Lungren's sub-50 percent showing in 2008 was just four years after he won with 62 percent. Elsewhere, Rep. Mary Bono Mack (R) of California and Rep. Patrick Tiberi (R) of Ohio have seen their vote percentages fall from the mid-60s earlier in the decade to 58 percent and 55 percent, respectively, in the last election. Neither Rep. Jim Gerlach (R) of Pennsylvania nor Rep. Dave Reichert (R) of Washington, meanwhile, has ever won with more than 53 percent of the vote, though their margins of victory have remained fairly constant.

The populations in 12 of the 17 districts have grown faster than the national average this decade, according to census data. Many of them have become younger and more ethnically diverse during that period. That data provided some of the rationale for the decision to target these seats.

Speaking of Lungren's district and others like it, Andy Stone, a DCCC spokesman, says: "The fact that Obama won there, the change in population, the different demographics … those are all factors that have made the district a target."

Republicans remain confident about holding each seat the Democrats are targeting, however. The downward trend line for Republican incumbents in these districts is tied to so-called "Democratic years" – when the Democrats were overwhelmingly popular compared with the Republicans, say GOP officials.

The situation is completely different this year, says Joanna Burgos, a spokeswoman for the National Republican Congressional Committee. Changing demographics cannot compete with the national mood, she says. Gallup puts Democratic approval ratings at 33 percent.

In California, for example, Lungren took 46 percent to Bera's 38 percent, with 15 percent of voters undecided, according to a Sept. 19 poll by Public Policy Polling, a Democratic firm.
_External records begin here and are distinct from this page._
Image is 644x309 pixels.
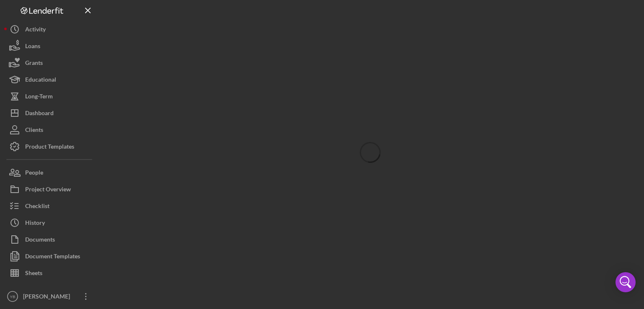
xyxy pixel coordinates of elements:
div: Project Overview [25,181,71,200]
div: Clients [25,122,43,140]
button: Sheets [4,265,97,281]
div: Loans [25,38,40,56]
button: Documents [4,232,97,248]
div: Checklist [25,198,49,217]
div: Document Templates [25,248,80,267]
div: Long-Term [25,88,53,107]
button: Grants [4,54,97,71]
div: Activity [25,21,45,40]
button: YB[PERSON_NAME] [4,289,97,305]
div: Sheets [25,265,42,284]
div: People [25,164,43,183]
button: Clients [4,122,97,138]
div: History [25,214,45,234]
button: Dashboard [4,105,97,122]
button: Product Templates [4,138,97,155]
button: Checklist [4,198,97,214]
button: History [4,214,97,232]
button: People [4,164,97,181]
div: Grants [25,54,43,74]
button: Educational [4,71,97,88]
button: Long-Term [4,88,97,105]
button: Project Overview [4,181,97,198]
div: Product Templates [25,138,74,157]
button: Document Templates [4,248,97,265]
div: Educational [25,71,56,90]
button: Activity [4,21,97,38]
text: YB [10,295,15,299]
button: Loans [4,38,97,54]
div: Dashboard [25,105,54,123]
div: Documents [25,232,55,250]
div: [PERSON_NAME] [21,289,76,307]
div: Open Intercom Messenger [616,273,636,292]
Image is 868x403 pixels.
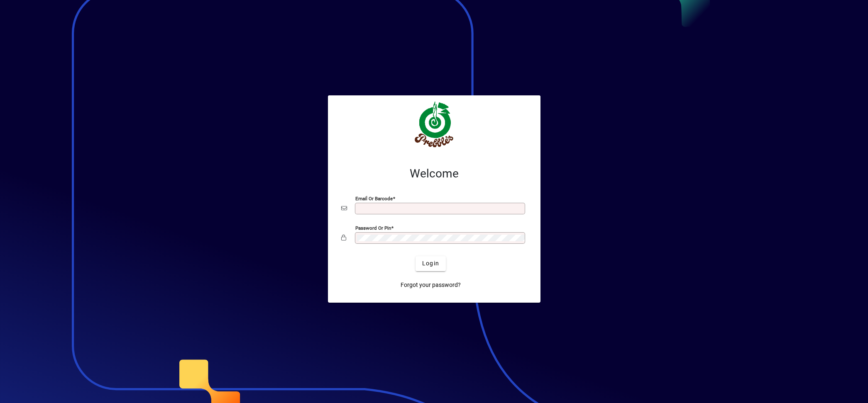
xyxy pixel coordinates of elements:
span: Login [422,260,439,268]
span: Forgot your password? [400,281,461,290]
mat-label: Password or Pin [356,225,391,231]
h2: Welcome [341,167,527,181]
mat-label: Email or Barcode [356,195,393,202]
button: Login [416,256,446,271]
a: Forgot your password? [398,278,464,293]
"It's all about momentum, and I think there's no doubt that the Republicans have all the intensity at the time," Ms. Burgos says. The congressmen targeted by the DCCC Red and Blue program "just had two very difficult cycles for Republicans, and they were able to survive that."
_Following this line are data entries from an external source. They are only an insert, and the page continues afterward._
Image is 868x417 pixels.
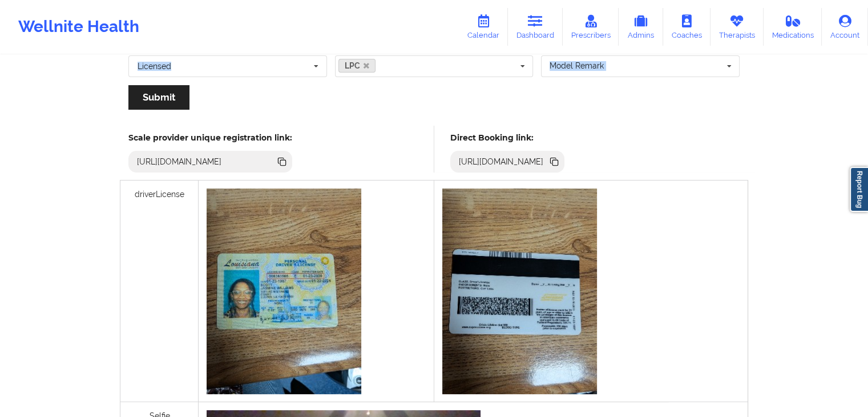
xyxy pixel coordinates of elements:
a: Coaches [664,8,711,45]
div: [URL][DOMAIN_NAME] [133,156,227,167]
a: Account [822,8,868,45]
img: f1599eb1-cea7-46d9-8b02-dbf0300862b9PXL_20241004_154242142.jpg [442,189,598,394]
a: LPC [338,59,376,73]
a: Therapists [711,8,764,45]
div: [URL][DOMAIN_NAME] [454,156,549,167]
div: Licensed [138,62,171,70]
a: Dashboard [508,8,563,45]
h5: Scale provider unique registration link: [129,133,292,143]
button: Submit [129,86,190,110]
div: Model Remark [547,59,620,73]
img: 0ff9a5b7-e22d-4c15-be45-dfb9bedfa9f7PXL_20241004_154236432.jpg [206,189,362,394]
h5: Direct Booking link: [450,133,565,143]
a: Report Bug [850,167,868,211]
a: Medications [764,8,823,45]
a: Prescribers [563,8,619,45]
a: Calendar [459,8,508,45]
div: driverLicense [121,181,199,402]
a: Admins [619,8,664,45]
In other words, if the Democratic Party could not defeat certain Republicans in "blue" years it can't take their seats this year, either.

That is essentially the view taken by Nathan Gonzales, political editor of the nonpartisan Rothenberg Political Report. "You only need one hand to count the number of Republican incumbents who might lose in November, with a couple digits to spare," Mr. Gonzales says. Democrats "have credible candidates, but it's just a terrible time to run."

Still, though most predictions for the midterm election are dire for Democrats, the most reliable indicator – public opinion polls – are all over the map. A Sept. 20 Gallup poll found voters are virtually split, 46 percent to 45 percent, between Democratic and Republican supporters, respectively. An August NBC/Wall Street Journal poll (which also showed a statistical tie) shows that the drop in Democratic support over the past two years has come primarily in the South. Democrats could lose seats in the South and Midwest, but some GOP seats in other regions might be vulnerable as well.